Last week, the Heritage Research Center was privileged to receive one of the prophetic charts created and produced by William Ward Simpson in the late 1890s or early 1900s. The chart was donated to Loma Linda University by Bruce McClay, a librarian with the Walla Walla University School of Nursing in Portland, Oregon.
William Ward Simpson was born on August 1, 1872 in Brooklyn, NY. One of six children of William Ward Simpson Sr. and Anne Turner, William was the only one to survive early childhood. William converted to the Seventh-day Adventist faith in 1890. As a youth, William had worked at the Battle Creek Sanitarium and in the office of the Good Health publication. He completed an apprenticeship in the Review and Herald office in Battle Creek, where he was working at the time of his conversion. Not long after he informed the foreman of the press that he was going to quit his job so that he could spend his time preaching the Third Angel’s message. William married Nellie F. Ballenger on May 10, 1899 and was ordained as a minister on June 17 of that same year.

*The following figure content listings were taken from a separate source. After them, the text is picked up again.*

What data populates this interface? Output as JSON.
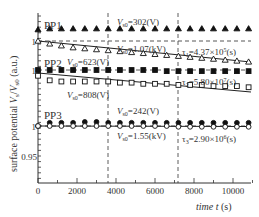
{
  "chart_data": {
    "type": "scatter",
    "title": "",
    "xlabel": "time t (s)",
    "ylabel": "surface potential V_s/V_s0 (a.u.)",
    "xlim": [
      0,
      11000
    ],
    "x_ticks": [
      0,
      2000,
      4000,
      6000,
      8000,
      10000
    ],
    "x_tick_labels": [
      "0",
      "2000",
      "4000",
      "6000",
      "8000",
      "10000"
    ],
    "y_tick_labels": [
      "1",
      "1",
      "1",
      "0.95"
    ],
    "grid": false,
    "vertical_dashed_lines_x": [
      3600,
      7200
    ],
    "panels": [
      {
        "name": "PP1",
        "baseline_label": "1",
        "series": [
          {
            "name": "PP1 filled triangle",
            "marker": "triangle-filled",
            "Vs0_label": "V_s0=302(V)",
            "x": [
              0,
              600,
              1200,
              1800,
              2400,
              3000,
              3600,
              4200,
              4800,
              5400,
              6000,
              6600,
              7200,
              7800,
              8400,
              9000,
              9600,
              10200,
              10800
            ],
            "values": [
              1.012,
              1.013,
              1.013,
              1.013,
              1.013,
              1.013,
              1.013,
              1.013,
              1.013,
              1.013,
              1.013,
              1.013,
              1.013,
              1.013,
              1.013,
              1.013,
              1.013,
              1.013,
              1.013
            ]
          },
          {
            "name": "PP1 open triangle",
            "marker": "triangle-open",
            "Vs0_label": "V_s0=1.07(kV)",
            "tau_label": "τ1=4.37×10^5(s)",
            "x": [
              0,
              600,
              1200,
              1800,
              2400,
              3000,
              3600,
              4200,
              4800,
              5400,
              6000,
              6600,
              7200,
              7800,
              8400,
              9000,
              9600,
              10200,
              10800
            ],
            "values": [
              1.0,
              0.997,
              0.995,
              0.993,
              0.992,
              0.991,
              0.99,
              0.989,
              0.988,
              0.987,
              0.986,
              0.985,
              0.984,
              0.983,
              0.982,
              0.981,
              0.98,
              0.979,
              0.978
            ]
          }
        ]
      },
      {
        "name": "PP2",
        "baseline_label": "1",
        "series": [
          {
            "name": "PP2 filled square",
            "marker": "square-filled",
            "Vs0_label": "V_s0=623(V)",
            "x": [
              0,
              600,
              1200,
              1800,
              2400,
              3000,
              3600,
              4200,
              4800,
              5400,
              6000,
              6600,
              7200,
              7800,
              8400,
              9000,
              9600,
              10200,
              10800
            ],
            "values": [
              1.0,
              1.0,
              1.0,
              1.0,
              1.0,
              1.0,
              1.0,
              1.0,
              1.0,
              1.0,
              1.0,
              0.999,
              0.999,
              0.999,
              0.999,
              0.999,
              0.999,
              0.999,
              0.999
            ]
          },
          {
            "name": "PP2 open square",
            "marker": "square-open",
            "Vs0_label": "V_s0=808(V)",
            "tau_label": "τ2=5.80×10^7(s)",
            "x": [
              0,
              600,
              1200,
              1800,
              2400,
              3000,
              3600,
              4200,
              4800,
              5400,
              6000,
              6600,
              7200,
              7800,
              8400,
              9000,
              9600,
              10200,
              10800
            ],
            "values": [
              0.995,
              0.991,
              0.99,
              0.99,
              0.99,
              0.99,
              0.99,
              0.989,
              0.989,
              0.988,
              0.988,
              0.988,
              0.987,
              0.987,
              0.987,
              0.986,
              0.986,
              0.986,
              0.985
            ]
          }
        ]
      },
      {
        "name": "PP3",
        "baseline_label": "1",
        "series": [
          {
            "name": "PP3 filled circle",
            "marker": "circle-filled",
            "Vs0_label": "V_s0=242(V)",
            "x": [
              0,
              600,
              1200,
              1800,
              2400,
              3000,
              3600,
              4200,
              4800,
              5400,
              6000,
              6600,
              7200,
              7800,
              8400,
              9000,
              9600,
              10200,
              10800
            ],
            "values": [
              1.0,
              1.004,
              1.004,
              1.004,
              1.005,
              1.005,
              1.004,
              1.004,
              1.004,
              1.004,
              1.004,
              1.004,
              1.004,
              1.004,
              1.004,
              1.004,
              1.004,
              1.004,
              1.004
            ]
          },
          {
            "name": "PP3 open circle",
            "marker": "circle-open",
            "Vs0_label": "V_s0=1.55(kV)",
            "tau_label": "τ3=2.90×10^6(s)",
            "x": [
              0,
              600,
              1200,
              1800,
              2400,
              3000,
              3600,
              4200,
              4800,
              5400,
              6000,
              6600,
              7200,
              7800,
              8400,
              9000,
              9600,
              10200,
              10800
            ],
            "values": [
              1.0,
              1.0,
              1.0,
              1.0,
              1.0,
              1.0,
              1.0,
              1.0,
              1.0,
              1.0,
              1.0,
              1.0,
              0.999,
              0.999,
              0.999,
              0.999,
              0.999,
              0.999,
              0.999
            ]
          }
        ]
      }
    ]
  },
  "labels": {
    "pp1": "PP1",
    "pp2": "PP2",
    "pp3": "PP3",
    "pp1_filled_v": "=302(V)",
    "pp1_open_v": "=1.07(kV)",
    "pp2_filled_v": "=623(V)",
    "pp2_open_v": "=808(V)",
    "pp3_filled_v": "=242(V)",
    "pp3_open_v": "=1.55(kV)",
    "vs0_main": "V",
    "vs0_sub": "s0",
    "tau1_pre": "τ",
    "tau1_sub": "1",
    "tau1_val": "=4.37×10",
    "tau1_exp": "5",
    "tau2_sub": "2",
    "tau2_val": "=5.80×10",
    "tau2_exp": "7",
    "tau3_sub": "3",
    "tau3_val": "=2.90×10",
    "tau3_exp": "6",
    "s_unit": "(s)",
    "y1": "1",
    "y2": "1",
    "y3": "1",
    "y095": "0.95",
    "x0": "0",
    "x2000": "2000",
    "x4000": "4000",
    "x6000": "6000",
    "x8000": "8000",
    "x10000": "10000",
    "xlabel_main": "time ",
    "xlabel_var": "t",
    "xlabel_unit": " (s)",
    "ylabel_pre": "surface potential ",
    "ylabel_v": "V",
    "ylabel_s": "s",
    "ylabel_slash": "/",
    "ylabel_v2": "V",
    "ylabel_s0": "s0",
    "ylabel_unit": " (a.u.)"
  }
}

Simpson spent the next eight years preaching to enthusiastic crowds throughout California and the Midwest using the large, colorful chart he produced to illustrate the Biblical prophecies in the Book of Daniel. Simpson also had large papier mache’ beasts made to resemble the beasts as described in the Book of Daniel and to be used in his evangelistic meetings which attracted crowds as large as 2,000 in Los Angeles in 1906. These beasts were given to Andrews University, where they reside in the Center for Adventist Research.
Simpson died at the premature age of 35 on April 28, 1907, in Glendale, California.